Monday, 26 October 2015

Forrest Gander's Eye Against Eye (New Directions, 2005)

Here are some of my favourite passages from this collection by Forrest Gander. I've been catching up with his work in preparation for his reading at Burdall's Yard in Bath on Thursday, 26 November, about which there are more details here.




At sunset the surface of the wall gleams gold gleaming

and seems from even a short distance a smooth

impenetrable force swelling forward to meet the light

*

                 The fragility of presence. A bird

perched at the tip of a branch. Singing, we say.

from "Burning Towers, Standing Wall"


Half-lidded days of early winter.

*

He sees the woman's face contract at the approach of other futures than the one for which her face was prepared.

*

As if they were waiting. As if inside experience, bright with meaning, there were another experience pendant, unnameable.

from "Ligature"



a sobering enthusiasm for the unmoored

*

you dance with your hips and feet while I'm all torso

there's a cure for that

*

veracity confronts us

ravens warning awe awe

*

should you crack and spill the yolk of yourself
you will find in me a stay

from "Present Tense"


In the riffle of leafy detail, we sense the respiration of the forest.

from "River and Trees"


Meanwhile, saturated by the density

of light, the tower and trees blend

into a compassion

                               where all the sight lines meet.  

end of "The Broken Tower"


and do we invent this privacy

the privilege to brim with each other

*

divorcing you from me

from the rhythm of our tangency

our breaking into my and my

*

from an infinite distance
I recall you

your presence

blows in, a red petal....

*

you can't tell

what is happening

until it moves on and is gone

as someone and someone's grief

careen around a corner


from "Mission Thief"
(my favourite poem in the collection, highly rcommended)


His muteness an onomatopoeia of the rising moon.

end of "Ligature 4"




You can best find and purchase Eye Against Eye in the UK from Abe Books.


(Exercise requirements): Tally the lines of the data that include the word "Distribuir" and state the total, nothing else.

[Dataset rows for apps and sites]

- - -

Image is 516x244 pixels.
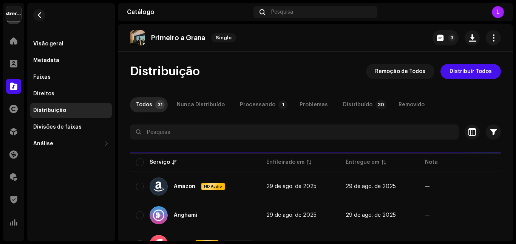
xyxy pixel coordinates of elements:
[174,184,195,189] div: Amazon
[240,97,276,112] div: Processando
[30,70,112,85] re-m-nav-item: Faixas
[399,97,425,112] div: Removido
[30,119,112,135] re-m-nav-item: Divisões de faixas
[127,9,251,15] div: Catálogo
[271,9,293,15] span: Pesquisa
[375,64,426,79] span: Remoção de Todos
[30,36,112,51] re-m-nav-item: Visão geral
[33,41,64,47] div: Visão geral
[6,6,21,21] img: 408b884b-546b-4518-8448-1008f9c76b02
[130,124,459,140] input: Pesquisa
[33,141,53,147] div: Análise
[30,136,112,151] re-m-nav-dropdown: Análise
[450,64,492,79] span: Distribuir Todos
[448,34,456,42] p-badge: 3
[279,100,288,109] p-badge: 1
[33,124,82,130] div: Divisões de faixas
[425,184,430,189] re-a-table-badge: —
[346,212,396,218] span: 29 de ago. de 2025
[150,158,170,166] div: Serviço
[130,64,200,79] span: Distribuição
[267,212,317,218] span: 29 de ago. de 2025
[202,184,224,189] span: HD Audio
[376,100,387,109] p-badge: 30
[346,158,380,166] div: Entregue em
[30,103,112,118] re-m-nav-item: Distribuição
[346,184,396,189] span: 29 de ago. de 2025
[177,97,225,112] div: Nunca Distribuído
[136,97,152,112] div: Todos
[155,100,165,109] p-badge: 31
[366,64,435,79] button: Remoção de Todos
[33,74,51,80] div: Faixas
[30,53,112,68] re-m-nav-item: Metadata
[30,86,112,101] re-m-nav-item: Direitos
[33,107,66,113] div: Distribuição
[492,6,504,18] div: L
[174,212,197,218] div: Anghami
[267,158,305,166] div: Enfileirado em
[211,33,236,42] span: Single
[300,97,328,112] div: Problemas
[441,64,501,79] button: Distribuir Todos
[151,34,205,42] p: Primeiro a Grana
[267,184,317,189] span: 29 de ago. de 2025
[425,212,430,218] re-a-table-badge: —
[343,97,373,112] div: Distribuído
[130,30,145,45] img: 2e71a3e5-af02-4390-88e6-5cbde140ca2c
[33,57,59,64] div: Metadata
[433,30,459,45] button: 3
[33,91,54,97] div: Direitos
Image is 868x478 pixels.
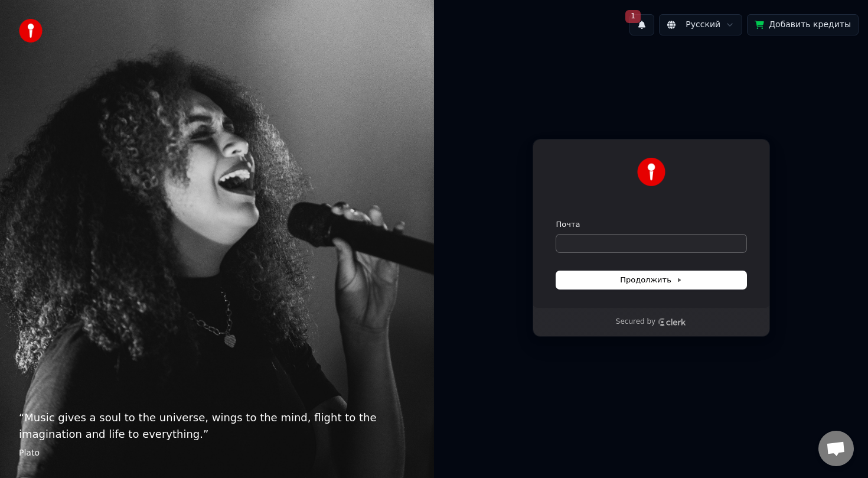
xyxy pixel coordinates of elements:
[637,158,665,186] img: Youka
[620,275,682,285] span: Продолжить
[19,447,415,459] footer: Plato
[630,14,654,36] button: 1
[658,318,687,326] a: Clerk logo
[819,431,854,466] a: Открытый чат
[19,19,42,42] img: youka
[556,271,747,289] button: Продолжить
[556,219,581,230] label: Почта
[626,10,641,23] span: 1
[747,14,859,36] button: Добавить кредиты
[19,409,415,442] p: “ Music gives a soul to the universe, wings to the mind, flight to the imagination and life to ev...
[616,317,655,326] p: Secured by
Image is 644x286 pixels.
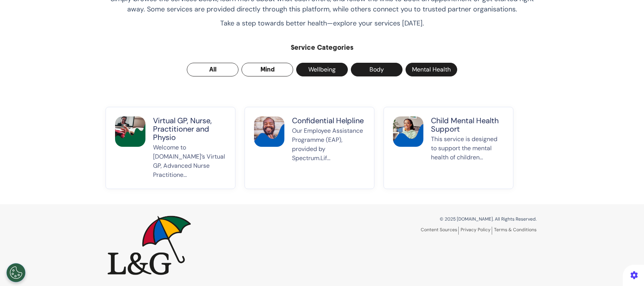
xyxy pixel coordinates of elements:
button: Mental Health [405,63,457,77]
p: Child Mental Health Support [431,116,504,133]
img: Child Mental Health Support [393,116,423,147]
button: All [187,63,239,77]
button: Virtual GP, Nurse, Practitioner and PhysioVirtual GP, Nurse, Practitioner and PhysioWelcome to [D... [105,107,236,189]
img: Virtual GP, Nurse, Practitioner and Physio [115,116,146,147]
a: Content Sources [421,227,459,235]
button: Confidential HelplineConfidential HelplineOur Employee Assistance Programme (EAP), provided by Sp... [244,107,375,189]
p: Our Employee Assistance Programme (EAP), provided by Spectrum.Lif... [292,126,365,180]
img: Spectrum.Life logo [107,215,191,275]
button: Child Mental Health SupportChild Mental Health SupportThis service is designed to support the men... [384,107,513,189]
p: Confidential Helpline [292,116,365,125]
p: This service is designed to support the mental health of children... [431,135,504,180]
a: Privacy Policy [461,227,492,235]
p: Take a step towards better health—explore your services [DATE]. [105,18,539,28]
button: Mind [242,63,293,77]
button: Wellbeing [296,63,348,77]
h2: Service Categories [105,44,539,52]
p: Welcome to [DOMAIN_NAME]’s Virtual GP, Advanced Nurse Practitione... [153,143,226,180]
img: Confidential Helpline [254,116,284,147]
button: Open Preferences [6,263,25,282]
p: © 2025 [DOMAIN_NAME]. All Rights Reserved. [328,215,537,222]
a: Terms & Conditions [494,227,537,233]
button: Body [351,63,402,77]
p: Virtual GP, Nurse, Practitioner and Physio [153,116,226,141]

- - -

(Task solution): 2